By Kellie Scott, ABC Lifestyle
As great as the internet is, it can also be a wild and sometimes scary place.
It is why increasingly parents are getting creative with how they share their images of their children online. Such as using emojis to cover their face in an attempt to protect their privacy.
"There is this tension parents are trying to navigate around wanting to tell their story to their peer network, of their kids and what they are up to … but wanting to protect their child's visibility," said Nicholas Carah, the director of the Centre for Digital Cultures and Societies at the University of Queensland.
But does covering or blurring our children's faces in images posted to social media achieve what we think it does?
A growing awareness
Joanne Orlando is a digital wellbeing researcher at Western Sydney University and has been studying the trend of 'sharenting' for many years.
"I've seen very much a growing awareness that we need to keep the details of our children safe online, and we really need to start protecting children," Dr Orlando said.
"There is an awareness, but the practice is a little different."
She said that could be for several reasons, such as parents being cautious of what they shared, but Grandma posting photos without permission.
Or parents covering their child's face, but inadvertently revealing other private information, like what school they attend.
"There can be lots of other clues," Dr Orlando said.
Dr Carah said many parents with young children today had grown up with social media, and understood what it was like to have their life posted online.
"They understand very well these photos can travel anywhere."
What hiding a child's face can achieve
Dr Orlando said covering a child's face with an emoji, blurring it, or tactfully posting photos where the child was turned away from the camera, could help with certain aspects of privacy - for example, web crawling.
A web crawler is a program or bot that searches websites and categorises the content on them.
Earlier this year, it was reported that the privacy of Australian children was being violated on a large scale by the artificial intelligence (AI) industry, with personal images, names, locations and ages being used to train some of the world's leading AI models.
"What that means for parents is the face, or parts of their child's face, will come up in people's creations of an image," Dr Orlando says for example.
"In the worst instance, it will be your child's face and someone's naked body."
Dr Carah said faces are what "identify us as us".
"There is some legitimacy in covering the face … when you think about the much more harmful uses of images of children, it stops the face getting into circulation in ways that are just horrifying."
He said it could also help reduce platforms learning to recognise your child, such as when Facebook suggests tagging a certain friend when you upload a photo that includes them.
What hiding their face doesn't help with
Dr Orlando warned while our children's faces might be concealed, information we post could still risk their safety - and it was not always obvious things like the school they go to, local park they frequent, or a home address.
"You might share medical conditions, like, 'Oh they wet the bed again, what can I do? Someone give me some advice?'
"That can be used. Someone might contact your child and say, 'Mum told me to speak to you, it's about you wetting the bed.'
"It's those little intimate details that no-one knows about, except mum, that can make a child think that person knows them."
Sharing that information could also be considered as a breach of our child's right to privacy, Dr Orlando said.
"We often think children don't have a right to be private, but they 100 percent have the right to their own privacy.
"Things that go online stay there … whether it's bedwetting, or having a meltdown."
Things to think about when posting your children online
As proud parents we want to share our children with loved ones, but in terms of safety and privacy online, Dr Orlando said minimisation was key.
"If you're using an emoji, that's not a bad thing, but think about it differently."
She said if we really wanted to protect children, it was about "quantity and the kinds of comments" we made about our children.
"Think about how many photos, what am I saying about my child, and why am I putting up these photos of my child?"
We can also choose to share in different ways, like in family group chats as opposed to Instagram.
"Sure, put the occasional photo up [and] be very safe around that," Dr Orlando said.
"But the rest of our child's life? Does it need to go on social media? It just doesn't."
Dr Carah said our children would one day have questions about the content we have shared.
"By the time they're in school, or even kindy, children will have a sense that these images are going on some sort of app where Grandma and friends can see them.
"You have to listen to what your kids are saying about that, and how they feel about that."
For more advice about sharenting, the Australian Commissioner for Children and Young People has information about how children feel about their images appearing online, and the balance between a right to share information and a young person's right to privacy.
For New Zealanders, Netsafe also has some tips to help.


Work item:
Below is the data. Give it again, complete and exact.

Data for this task:
*** Block opens ***

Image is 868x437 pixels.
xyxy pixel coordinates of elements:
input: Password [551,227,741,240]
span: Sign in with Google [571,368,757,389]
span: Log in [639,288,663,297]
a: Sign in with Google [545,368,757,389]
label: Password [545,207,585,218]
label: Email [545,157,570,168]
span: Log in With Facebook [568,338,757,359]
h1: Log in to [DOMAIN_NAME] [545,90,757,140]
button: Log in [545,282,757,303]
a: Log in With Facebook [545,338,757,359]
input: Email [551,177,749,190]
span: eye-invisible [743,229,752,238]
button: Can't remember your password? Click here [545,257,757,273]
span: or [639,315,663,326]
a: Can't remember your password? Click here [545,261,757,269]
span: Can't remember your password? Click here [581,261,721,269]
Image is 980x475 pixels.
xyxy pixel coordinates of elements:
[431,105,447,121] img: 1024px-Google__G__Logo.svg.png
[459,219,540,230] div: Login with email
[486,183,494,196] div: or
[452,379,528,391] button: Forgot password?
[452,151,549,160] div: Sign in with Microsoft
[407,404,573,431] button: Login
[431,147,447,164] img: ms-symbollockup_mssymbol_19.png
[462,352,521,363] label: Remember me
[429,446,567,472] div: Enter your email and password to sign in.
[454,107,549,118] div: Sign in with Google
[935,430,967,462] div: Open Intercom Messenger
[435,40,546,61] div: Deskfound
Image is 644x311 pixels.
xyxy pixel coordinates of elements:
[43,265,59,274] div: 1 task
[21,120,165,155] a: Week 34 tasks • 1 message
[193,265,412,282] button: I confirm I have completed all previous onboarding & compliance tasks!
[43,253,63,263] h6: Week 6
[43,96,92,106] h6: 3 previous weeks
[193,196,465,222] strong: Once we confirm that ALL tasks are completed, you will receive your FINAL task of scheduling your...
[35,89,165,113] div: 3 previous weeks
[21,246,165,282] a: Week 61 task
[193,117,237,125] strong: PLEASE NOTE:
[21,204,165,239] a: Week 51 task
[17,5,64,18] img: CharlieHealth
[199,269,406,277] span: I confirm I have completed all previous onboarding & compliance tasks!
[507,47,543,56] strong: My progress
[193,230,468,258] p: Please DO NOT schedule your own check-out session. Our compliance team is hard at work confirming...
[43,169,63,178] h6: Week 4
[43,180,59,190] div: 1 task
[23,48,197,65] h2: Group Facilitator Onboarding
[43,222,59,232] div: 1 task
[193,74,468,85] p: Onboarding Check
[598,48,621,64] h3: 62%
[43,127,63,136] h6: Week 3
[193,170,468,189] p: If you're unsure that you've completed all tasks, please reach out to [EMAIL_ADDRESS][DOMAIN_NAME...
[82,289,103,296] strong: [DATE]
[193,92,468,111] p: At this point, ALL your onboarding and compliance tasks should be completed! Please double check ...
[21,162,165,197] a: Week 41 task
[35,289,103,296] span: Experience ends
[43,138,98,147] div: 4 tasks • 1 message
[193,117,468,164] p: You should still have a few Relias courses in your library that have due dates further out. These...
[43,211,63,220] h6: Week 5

*** Block closes ***

Task result:
Image is 868x437 pixels.
xyxy pixel coordinates of elements:
input: Password [551,227,741,240]
span: Sign in with Google [571,368,757,389]
span: Log in [639,288,663,297]
a: Sign in with Google [545,368,757,389]
label: Password [545,207,585,218]
label: Email [545,157,570,168]
span: Log in With Facebook [568,338,757,359]
h1: Log in to [DOMAIN_NAME] [545,90,757,140]
button: Log in [545,282,757,303]
a: Log in With Facebook [545,338,757,359]
input: Email [551,177,749,190]
span: eye-invisible [743,229,752,238]
button: Can't remember your password? Click here [545,257,757,273]
span: or [639,315,663,326]
a: Can't remember your password? Click here [545,261,757,269]
span: Can't remember your password? Click here [581,261,721,269]
Image is 980x475 pixels.
xyxy pixel coordinates of elements:
[431,105,447,121] img: 1024px-Google__G__Logo.svg.png
[459,219,540,230] div: Login with email
[486,183,494,196] div: or
[452,379,528,391] button: Forgot password?
[452,151,549,160] div: Sign in with Microsoft
[407,404,573,431] button: Login
[431,147,447,164] img: ms-symbollockup_mssymbol_19.png
[462,352,521,363] label: Remember me
[429,446,567,472] div: Enter your email and password to sign in.
[454,107,549,118] div: Sign in with Google
[935,430,967,462] div: Open Intercom Messenger
[435,40,546,61] div: Deskfound
Image is 644x311 pixels.
xyxy pixel coordinates of elements:
[43,265,59,274] div: 1 task
[21,120,165,155] a: Week 34 tasks • 1 message
[193,265,412,282] button: I confirm I have completed all previous onboarding & compliance tasks!
[43,253,63,263] h6: Week 6
[43,96,92,106] h6: 3 previous weeks
[193,196,465,222] strong: Once we confirm that ALL tasks are completed, you will receive your FINAL task of scheduling your...
[35,89,165,113] div: 3 previous weeks
[21,246,165,282] a: Week 61 task
[193,117,237,125] strong: PLEASE NOTE:
[21,204,165,239] a: Week 51 task
[17,5,64,18] img: CharlieHealth
[199,269,406,277] span: I confirm I have completed all previous onboarding & compliance tasks!
[507,47,543,56] strong: My progress
[193,230,468,258] p: Please DO NOT schedule your own check-out session. Our compliance team is hard at work confirming...
[43,169,63,178] h6: Week 4
[43,180,59,190] div: 1 task
[23,48,197,65] h2: Group Facilitator Onboarding
[43,222,59,232] div: 1 task
[193,74,468,85] p: Onboarding Check
[598,48,621,64] h3: 62%
[43,127,63,136] h6: Week 3
[193,170,468,189] p: If you're unsure that you've completed all tasks, please reach out to [EMAIL_ADDRESS][DOMAIN_NAME...
[82,289,103,296] strong: [DATE]
[193,92,468,111] p: At this point, ALL your onboarding and compliance tasks should be completed! Please double check ...
[21,162,165,197] a: Week 41 task
[35,289,103,296] span: Experience ends
[43,138,98,147] div: 4 tasks • 1 message
[193,117,468,164] p: You should still have a few Relias courses in your library that have due dates further out. These...
[43,211,63,220] h6: Week 5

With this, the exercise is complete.